Washington 06 June 2008 |
There have been protests and calls for a boycott of this year's Olympic games in Beijing, a reminder that despite the high ideals of the Olympics, politics often plays a role. An exhibit at the Holocaust Museum in Washington recalls one of the most politicized Games in the history of the modern Olympics. VOA's Susan Logue reports on "The Nazi Olympics - Berlin 1936."
Jesse Owen (right) befriended German athelete Carl Ludwig (“Luz”) Long |
Owens appears prominently in the exhibit at the Holcocaust Museum, but curator Susan Bachrach says there was a bigger winner in Berlin.
"We call these Olympics the Nazi Olympics. There is a reason for that," Bachrach says. "Because Owens' winnings not withstanding, it was a propaganda victory for Germany."
Germany in 1936 had not yet descended into the Holocaust, but there were already signs of anti-Semitism and human rights abuses. Jews were excluded from government employment and their businesses were boycotted. Other groups, including the disabled and blacks, were being sterilized.
In response, for the first time in the history of the modern Olympics, some Americans called for a boycott of the Games.
Susan Bachrach is curator of "The Nazi Olympics: Berlin 1936" |
That started before the games. Germany was the first Olympic host to publicize the Games with a torch relay. It ran from Olympia, Greece, through seven European countries to Berlin.
With memories of protests that accompanied this year's torch relay, Bachrach says she wouldn't be surprised if some visitors to the Holocaust Museum exhibit draw comparisons with the controversy surrounding the upcoming games in China. "I think it is inevitable, when visitors come to this exhibition with all of the reporting there has been about the Beijing games and the interest as we come closer to those games, that will be in the back of peoples' minds when they go through and look at this history."
Anita and Nate Larmore, from Seattle, Wash., toured the exhibit |
"You have a Germany that wanted to find respect amongst the nations of the world and looked at the Olympiad as a means of doing that," he says. "The irony was that in order to get that respect they had to hide a lot of the things they were doing."
Ralph Kupka, visiting the United States from the Netherlands, says any comparisons between Berlin and Beijing are exaggerated. "The government in Germany in the 1930s is far more aggressive than I think the government in China is today, so I think it is not a fair comparison to make."
Olympic scholar Lisa Delpy is a professor of sports management and at the George Washington University |
"My first visit to China was in 1988. At that point, my passport was taken. For three days I had no rights, and people would not ever talk to me about where they worked, where they lived, what they did. It was very controlled," Delpy recalls. "This last time I went back, three months ago, people were inviting me to their homes; they wanted me to spend the night; they were telling me all about their businesses. It's just night and day."
Delpy says China, like every Olympic host, is using the Games to showcase the country to the rest of the world. "They are welcoming the world, because for so many years they were NOT welcoming the world," she says. "They have built many hotel rooms, and they are very happy to have tourists come to Beijing and come to China. And I think their primary emphasis - it's not political - if anything, it's economic."
That's considerably different from Hitler's goals in 1936. In 1938, the Nazis would begin their invasions of other European countries. Four years later, Hitler would begin to implement his systematic plan to exterminate Europe's Jews. By 1945, the end of World War II, six million Jews were dead.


TASK DIRECTIONS =>
Could you return all of the records exactly, minus their images?

[Recorded data]
════

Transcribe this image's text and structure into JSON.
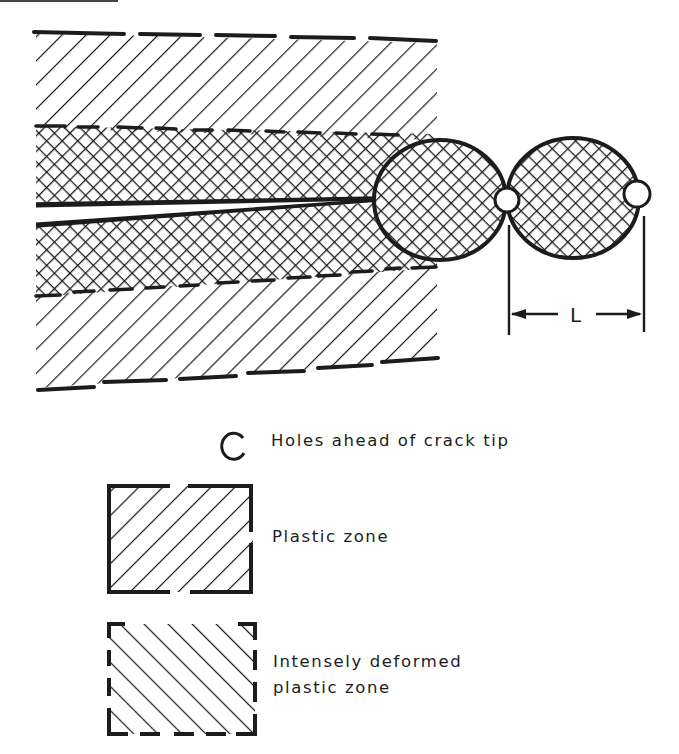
{
  "figure": {
    "dimension_label": "L",
    "colors": {
      "ink": "#1c1c1c",
      "paper": "#ffffff"
    }
  },
  "legend": {
    "items": [
      {
        "icon": "open-circle-icon",
        "label": "Holes ahead of crack tip"
      },
      {
        "icon": "single-hatch-box-icon",
        "label": "Plastic zone"
      },
      {
        "icon": "intense-hatch-box-icon",
        "label_line1": "Intensely deformed",
        "label_line2": "plastic zone"
      }
    ]
  }
}
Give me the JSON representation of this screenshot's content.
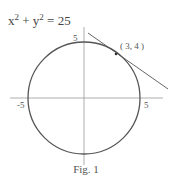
{
  "equation": {
    "x_term": "x",
    "y_term": "y",
    "exp": "2",
    "rhs": "25",
    "plus": "+",
    "equals": "="
  },
  "labels": {
    "top": "5",
    "left": "-5",
    "right": "5",
    "point": "( 3, 4 )"
  },
  "caption": "Fig. 1",
  "colors": {
    "stroke": "#555555",
    "axis": "#888888"
  }
}
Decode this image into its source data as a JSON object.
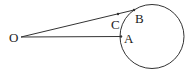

════

WRITTEN RESPONSE =>
Transcribe this image's text and structure into JSON.
{
  "figure": {
    "dimension_label": "L",
    "colors": {
      "ink": "#1c1c1c",
      "paper": "#ffffff"
    }
  },
  "legend": {
    "items": [
      {
        "icon": "open-circle-icon",
        "label": "Holes ahead of crack tip"
      },
      {
        "icon": "single-hatch-box-icon",
        "label": "Plastic zone"
      },
      {
        "icon": "intense-hatch-box-icon",
        "label_line1": "Intensely deformed",
        "label_line2": "plastic zone"
      }
    ]
  }
}
Give me the JSON representation of this screenshot's content.
{
  "equation": {
    "x_term": "x",
    "y_term": "y",
    "exp": "2",
    "rhs": "25",
    "plus": "+",
    "equals": "="
  },
  "labels": {
    "top": "5",
    "left": "-5",
    "right": "5",
    "point": "( 3, 4 )"
  },
  "caption": "Fig. 1",
  "colors": {
    "stroke": "#555555",
    "axis": "#888888"
  }
}
Decode this image into its source data as a JSON object.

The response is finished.